Memory of an Echium, 2021
Oil and chalk on canvas
20 x 61 inches
"My painting 'Memory of an Echium' isn't just an impression of what I remember the plant looking like. I actually drew the shape from life, while referencing the Echiums out of my studio window. But by now I have been drawing Echiums non-stop for two months and have spent three years among them, in and around the university campus. The drawing is aided by my experience and my lengthened relationship with them. They've always been there, even when I paid less attention to them. I know their shape. I dream about echiums that do not exist. I see drawings of echiums clearly drawn by me but don't exist when I close my eyes.
I've also made many digital scans of Echiums and other botanical foliage - and moved around/explored these digital forms or computer impressions or artificial echoes. I am familiar with these forms and the polygonagonal and fuzzy and noisy imperfections they have.
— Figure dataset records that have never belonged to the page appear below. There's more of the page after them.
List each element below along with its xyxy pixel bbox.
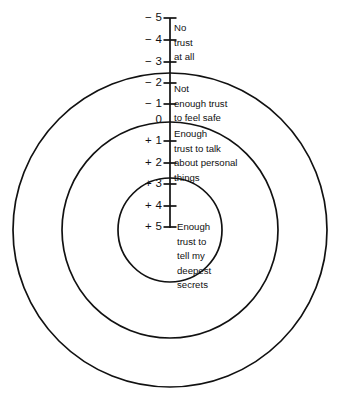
tick-label-1: + 1 (132, 135, 162, 147)
tick-label-4: + 4 (132, 200, 162, 212)
deepest-secrets-label-line-1: Enough (177, 220, 211, 235)
enough-trust-to-talk-label-line-1: Enough (174, 127, 237, 142)
not-enough-trust-label: Notenough trustto feel safe (174, 82, 227, 126)
enough-trust-to-talk-label-line-4: things (174, 171, 237, 186)
no-trust-at-all-label-line-1: No (174, 21, 194, 36)
tick-label--2: − 2 (132, 77, 162, 89)
enough-trust-to-talk-label-line-3: about personal (174, 156, 237, 171)
concentric-circles-graphic (0, 0, 340, 397)
no-trust-at-all-label-line-2: trust (174, 36, 194, 51)
trust-circles-diagram: − 5− 4− 3− 2− 10+ 1+ 2+ 3+ 4+ 5 Notrusta… (0, 0, 340, 397)
not-enough-trust-label-line-1: Not (174, 82, 227, 97)
tick-label--1: − 1 (132, 98, 162, 110)
not-enough-trust-label-line-3: to feel safe (174, 111, 227, 126)
tick-label-2: + 2 (132, 157, 162, 169)
deepest-secrets-label-line-3: tell my (177, 249, 211, 264)
no-trust-at-all-label: Notrustat all (174, 21, 194, 65)
enough-trust-to-talk-label-line-2: trust to talk (174, 142, 237, 157)
enough-trust-to-talk-label: Enoughtrust to talkabout personalthings (174, 127, 237, 185)
no-trust-at-all-label-line-3: at all (174, 50, 194, 65)
deepest-secrets-label-line-2: trust to (177, 235, 211, 250)
deepest-secrets-label-line-4: deepest (177, 264, 211, 279)
tick-label--4: − 4 (132, 34, 162, 46)
not-enough-trust-label-line-2: enough trust (174, 97, 227, 112)
tick-label--5: − 5 (132, 12, 162, 24)
deepest-secrets-label-line-5: secrets (177, 278, 211, 293)
deepest-secrets-label: Enoughtrust totell mydeepestsecrets (177, 220, 211, 293)
tick-label-0: 0 (132, 114, 162, 126)
tick-label--3: − 3 (132, 56, 162, 68)
tick-label-3: + 3 (132, 178, 162, 190)
tick-label-5: + 5 (132, 221, 162, 233)
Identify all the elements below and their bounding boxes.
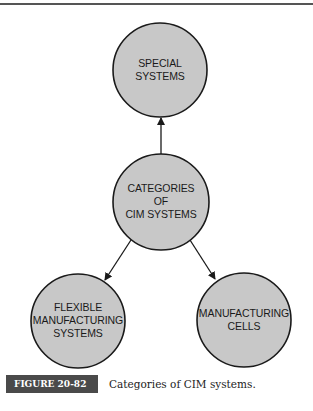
figure-caption-text: Categories of CIM systems. (109, 378, 256, 390)
edge-categories-to-fms (105, 240, 131, 280)
node-cells-label: MANUFACTURING CELLS (197, 307, 291, 333)
node-special-label: SPECIAL SYSTEMS (113, 57, 207, 83)
label-line: SYSTEMS (31, 327, 125, 340)
label-line: CIM SYSTEMS (113, 208, 209, 221)
label-line: MANUFACTURING (197, 307, 291, 320)
label-line: SPECIAL (113, 57, 207, 70)
node-fms-label: FLEXIBLE MANUFACTURING SYSTEMS (31, 301, 125, 340)
node-categories-label: CATEGORIES OF CIM SYSTEMS (113, 182, 209, 221)
label-line: FLEXIBLE (31, 301, 125, 314)
figure-number-badge: FIGURE 20-82 (6, 375, 98, 393)
label-line: CATEGORIES (113, 182, 209, 195)
label-line: SYSTEMS (113, 70, 207, 83)
label-line: OF (113, 195, 209, 208)
edge-categories-to-cells (190, 240, 215, 279)
figure-caption: FIGURE 20-82 Categories of CIM systems. (6, 375, 256, 393)
label-line: MANUFACTURING (31, 314, 125, 327)
label-line: CELLS (197, 320, 291, 333)
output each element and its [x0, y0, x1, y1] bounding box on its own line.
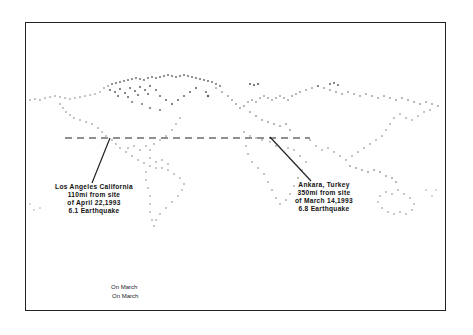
footer-note: On March	[112, 292, 138, 301]
annotation-line: of March 14,1993	[295, 197, 353, 205]
annotation-line: 350mi from site	[295, 189, 353, 197]
annotation-line: 6.1 Earthquake	[55, 207, 133, 215]
annotation-line: 110mi from site	[55, 191, 133, 199]
los-angeles-annotation: Los Angeles California 110mi from site o…	[55, 183, 133, 215]
annotation-line: 6.8 Earthquake	[295, 205, 353, 213]
annotation-line: of April 22,1993	[55, 199, 133, 207]
annotation-line: Los Angeles California	[55, 183, 133, 191]
footer-note: On March	[111, 283, 137, 292]
world-map	[0, 0, 473, 335]
ankara-annotation: Ankara, Turkey 350mi from site of March …	[295, 181, 353, 213]
los-angeles-leader-line	[92, 138, 110, 183]
annotation-line: Ankara, Turkey	[295, 181, 353, 189]
ankara-leader-line	[270, 137, 311, 181]
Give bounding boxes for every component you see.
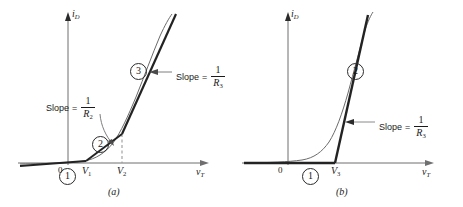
slope-label-r2: Slope = 1 R2 <box>46 96 95 120</box>
panel-b-caption: (b) <box>336 187 348 197</box>
panel-b: iD vT 0 V3 1 2 Slope = 1 R3 (b) <box>232 0 463 207</box>
slope-label-r3-b: Slope = 1 R3 <box>379 115 428 139</box>
x-axis-label-a: vT <box>196 167 204 178</box>
slope-label-r3-a: Slope = 1 R3 <box>176 65 225 89</box>
segment-number-3-a: 3 <box>130 63 147 80</box>
y-axis-label-b: iD <box>291 9 299 20</box>
segment-number-1-b: 1 <box>302 168 319 185</box>
y-axis-arrow-a <box>65 12 71 21</box>
leader-arrow-r3-b <box>345 119 354 125</box>
smooth-diode-curve-b <box>246 12 373 163</box>
panel-a-caption: (a) <box>108 187 120 197</box>
pw-segment-2-b <box>335 15 368 163</box>
origin-label-b: 0 <box>278 166 283 175</box>
tick-label-v1: V1 <box>82 166 91 177</box>
segment-number-1-a: 1 <box>59 168 76 185</box>
segment-number-2-b: 2 <box>347 63 364 80</box>
panel-b-axes <box>242 12 434 166</box>
x-axis-arrow-a <box>200 160 209 166</box>
panel-a: iD vT 0 V1 V2 1 2 3 Slope = 1 R2 Slope =… <box>0 0 232 207</box>
segment-number-2-a: 2 <box>92 136 109 153</box>
x-axis-label-b: vT <box>422 167 430 178</box>
y-axis-label-a: iD <box>72 9 80 20</box>
tick-label-v2: V2 <box>117 166 126 177</box>
tick-label-v3: V3 <box>331 166 340 177</box>
diode-piecewise-linear-figure: iD vT 0 V1 V2 1 2 3 Slope = 1 R2 Slope =… <box>0 0 463 207</box>
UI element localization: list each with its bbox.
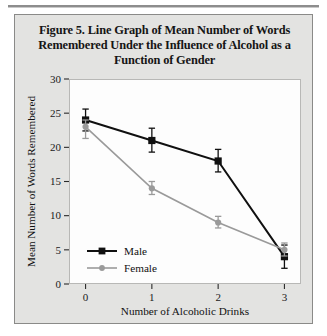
x-tick-label: 3 (282, 291, 288, 303)
data-point-marker (215, 157, 222, 164)
data-point-marker (281, 247, 287, 253)
y-tick-label: 10 (50, 209, 62, 221)
y-tick-label: 30 (50, 73, 62, 85)
series-male (82, 109, 288, 268)
y-axis-title: Mean Number of Words Remembered (25, 96, 37, 267)
legend-marker-male (99, 248, 106, 255)
legend-label-female: Female (124, 262, 157, 274)
y-tick-label: 15 (50, 175, 62, 187)
x-axis-group: 0123 (83, 284, 288, 303)
x-tick-label: 2 (215, 291, 221, 303)
figure-container: Figure 5. Line Graph of Mean Number of W… (14, 14, 313, 324)
page-top-rule (8, 5, 319, 7)
x-tick-label: 1 (149, 291, 155, 303)
line-chart: 051015202530 0123 MaleFemale Number of A… (15, 15, 314, 325)
series-line (86, 127, 285, 250)
legend-label-male: Male (124, 245, 147, 257)
data-point-marker (148, 137, 155, 144)
data-point-marker (82, 124, 88, 130)
y-tick-label: 25 (50, 107, 62, 119)
legend-marker-female (99, 265, 105, 271)
data-point-marker (215, 219, 221, 225)
y-tick-label: 5 (56, 244, 62, 256)
data-point-marker (149, 185, 155, 191)
series-female (82, 120, 287, 256)
y-tick-label: 20 (50, 141, 62, 153)
legend-group: MaleFemale (87, 245, 157, 274)
series-line (86, 120, 285, 257)
series-group (82, 109, 288, 268)
y-axis-group: 051015202530 (50, 73, 69, 290)
x-axis-title: Number of Alcoholic Drinks (121, 305, 249, 317)
x-tick-label: 0 (83, 291, 89, 303)
y-tick-label: 0 (56, 278, 62, 290)
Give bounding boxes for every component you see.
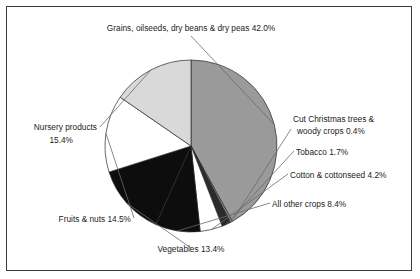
label-tobacco: Tobacco 1.7%: [296, 147, 349, 157]
label-vegetables: Vegetables 13.4%: [158, 244, 226, 254]
pie-chart-canvas: Grains, oilseeds, dry beans & dry peas 4…: [0, 0, 420, 279]
label-all-other-crops: All other crops 8.4%: [272, 199, 347, 209]
label-cotton-cottonseed: Cotton & cottonseed 4.2%: [290, 170, 387, 180]
label-nursery-products-line1: Nursery products: [34, 122, 97, 132]
label-nursery-products-line2: 15.4%: [49, 135, 73, 145]
label-fruits-nuts: Fruits & nuts 14.5%: [59, 214, 132, 224]
label-christmas-trees-line1: Cut Christmas trees &: [293, 114, 375, 124]
label-christmas-trees-line2: woody crops 0.4%: [296, 126, 365, 136]
pie-chart-figure: Grains, oilseeds, dry beans & dry peas 4…: [0, 0, 420, 279]
label-grains: Grains, oilseeds, dry beans & dry peas 4…: [107, 23, 276, 33]
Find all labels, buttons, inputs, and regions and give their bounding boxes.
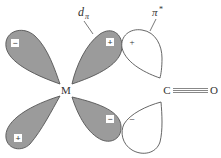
metal-label: M bbox=[61, 84, 71, 96]
d-lobe-top-left: − bbox=[6, 30, 60, 84]
svg-text:d: d bbox=[78, 5, 85, 19]
carbon-monoxide: C O bbox=[163, 84, 218, 96]
plus-sign-icon: + bbox=[15, 133, 20, 143]
pi-star-lobe-bottom: − bbox=[122, 102, 162, 153]
orbital-diagram: − + + − + − d π π * M C bbox=[0, 0, 221, 158]
d-pi-label: d π bbox=[78, 5, 93, 34]
plus-sign-icon: + bbox=[107, 37, 112, 47]
d-lobe-top-right: + bbox=[72, 31, 122, 84]
svg-text:π: π bbox=[85, 12, 90, 21]
d-lobe-bottom-left: + bbox=[6, 96, 60, 149]
leader-line bbox=[84, 21, 93, 34]
minus-sign-icon: − bbox=[129, 114, 135, 125]
plus-sign-icon: + bbox=[129, 37, 134, 47]
d-lobe-bottom-right: − bbox=[72, 97, 121, 141]
minus-sign-icon: − bbox=[107, 114, 112, 124]
carbon-label: C bbox=[163, 84, 170, 96]
pi-star-label: π * bbox=[150, 5, 163, 31]
svg-text:π: π bbox=[152, 6, 158, 18]
minus-sign-icon: − bbox=[12, 38, 17, 48]
pi-star-lobe-top: + bbox=[122, 30, 162, 78]
leader-line bbox=[150, 19, 156, 31]
svg-text:*: * bbox=[159, 5, 163, 14]
oxygen-label: O bbox=[210, 84, 218, 96]
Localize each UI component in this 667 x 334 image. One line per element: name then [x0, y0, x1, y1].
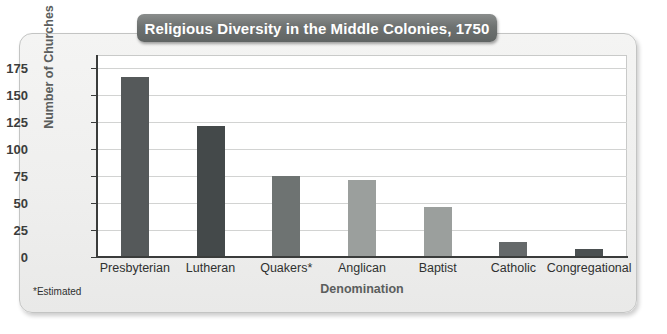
y-tick-label: 125 [0, 115, 28, 130]
x-axis-title: Denomination [97, 282, 627, 296]
bar [197, 126, 225, 257]
y-tick-label: 50 [0, 196, 28, 211]
y-tick-label: 0 [0, 250, 28, 265]
x-tick-label: Lutheran [167, 261, 255, 275]
bar [424, 207, 452, 257]
y-tick-label: 100 [0, 142, 28, 157]
gridline [97, 95, 627, 96]
x-tick-label: Anglican [318, 261, 406, 275]
y-tick-label: 75 [0, 169, 28, 184]
chart-footnote: *Estimated [33, 286, 81, 297]
y-tick-label: 150 [0, 88, 28, 103]
x-axis-line [96, 256, 628, 258]
y-axis-line [96, 55, 98, 258]
gridline [97, 149, 627, 150]
x-tick-label: Baptist [394, 261, 482, 275]
y-tick-label: 25 [0, 223, 28, 238]
y-tick-label: 175 [0, 61, 28, 76]
y-axis-title: Number of Churches [42, 0, 56, 162]
gridline [97, 176, 627, 177]
x-tick-label: Congregational [545, 261, 633, 275]
gridline [97, 68, 627, 69]
x-tick-label: Presbyterian [91, 261, 179, 275]
bar [348, 180, 376, 257]
gridline [97, 122, 627, 123]
bar [121, 77, 149, 257]
plot-area [97, 55, 627, 257]
x-tick-label: Catholic [470, 261, 558, 275]
chart-title-banner: Religious Diversity in the Middle Coloni… [137, 14, 497, 42]
x-tick-label: Quakers* [242, 261, 330, 275]
chart-title: Religious Diversity in the Middle Coloni… [145, 20, 490, 37]
bar [272, 176, 300, 257]
bar [499, 242, 527, 257]
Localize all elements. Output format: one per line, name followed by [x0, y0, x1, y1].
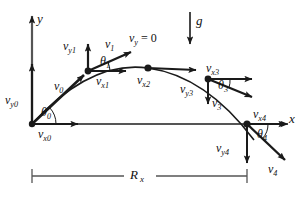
label-v3-sub: 3: [217, 103, 221, 112]
label-vy1-sub: y1: [68, 46, 76, 55]
label-vy3: vy3: [180, 83, 193, 98]
label-vy3-sub: y3: [185, 89, 193, 98]
label-v4-sub: 4: [273, 169, 277, 178]
label-vx0-sub: x0: [43, 134, 51, 143]
label-vy0: vy0: [5, 94, 18, 109]
label-vx0: vx0: [38, 128, 51, 143]
apex-vy-zero-note: vy = 0: [129, 32, 157, 47]
label-vy1: vy1: [63, 40, 76, 55]
range-label-base: R: [130, 167, 138, 182]
label-vx2-sub: x2: [142, 80, 150, 89]
label-vx3: vx3: [206, 62, 219, 77]
apex-vy-zero-eq: = 0: [141, 31, 157, 45]
label-v0: v0: [54, 80, 63, 95]
projectile-motion-figure: y x g vy = 0 vy0 vx0 θ0 v0 vy1 vx1 θ1 v1…: [0, 0, 301, 198]
label-v1-sub: 1: [110, 44, 114, 53]
label-vx1: vx1: [96, 75, 109, 90]
label-theta0-sub: 0: [47, 112, 51, 121]
range-label: Rx: [130, 168, 144, 184]
gravity-label: g: [196, 14, 203, 27]
launch-point-vectors: [29, 64, 84, 127]
diagram-canvas: [0, 0, 301, 198]
label-vy4-sub: y4: [221, 148, 229, 157]
label-vx4-sub: x4: [258, 114, 266, 123]
label-theta1: θ1: [100, 55, 110, 70]
label-v3: v3: [212, 97, 221, 112]
x-axis-label: x: [289, 112, 295, 125]
label-vy4: vy4: [216, 142, 229, 157]
label-vx4: vx4: [253, 108, 266, 123]
label-theta4-sub: 4: [263, 134, 267, 143]
label-v1: v1: [105, 38, 114, 53]
label-theta0: θ0: [41, 106, 51, 121]
label-vx2: vx2: [137, 74, 150, 89]
label-vy0-sub: y0: [10, 100, 18, 109]
label-theta1-sub: 1: [106, 61, 110, 70]
label-theta3-sub: 3: [224, 85, 228, 94]
range-label-sub: x: [140, 174, 144, 184]
label-v4: v4: [268, 163, 277, 178]
label-vx1-sub: x1: [101, 81, 109, 90]
label-vx3-sub: x3: [211, 68, 219, 77]
label-theta3: θ3: [218, 79, 228, 94]
y-axis-label: y: [37, 12, 43, 25]
label-v0-sub: 0: [59, 86, 63, 95]
apex-point-vectors: [144, 64, 196, 71]
label-theta4: θ4: [257, 128, 267, 143]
This is reflected in my process of physically making the painting.
There are layers of paint, distorted with turpentine, and then decaying areas where I poured chemicals directly over the canvas. My memory is imperfect to visual reality, like digital echoes of reality, influenced and mediated by my experience and memory.
The final painting feels fuzzy, sticky, and thick. The plant form is distorted and rusty, affected by what surrounds it. It feels finite, a moment, soon it will be gone with something else in its place."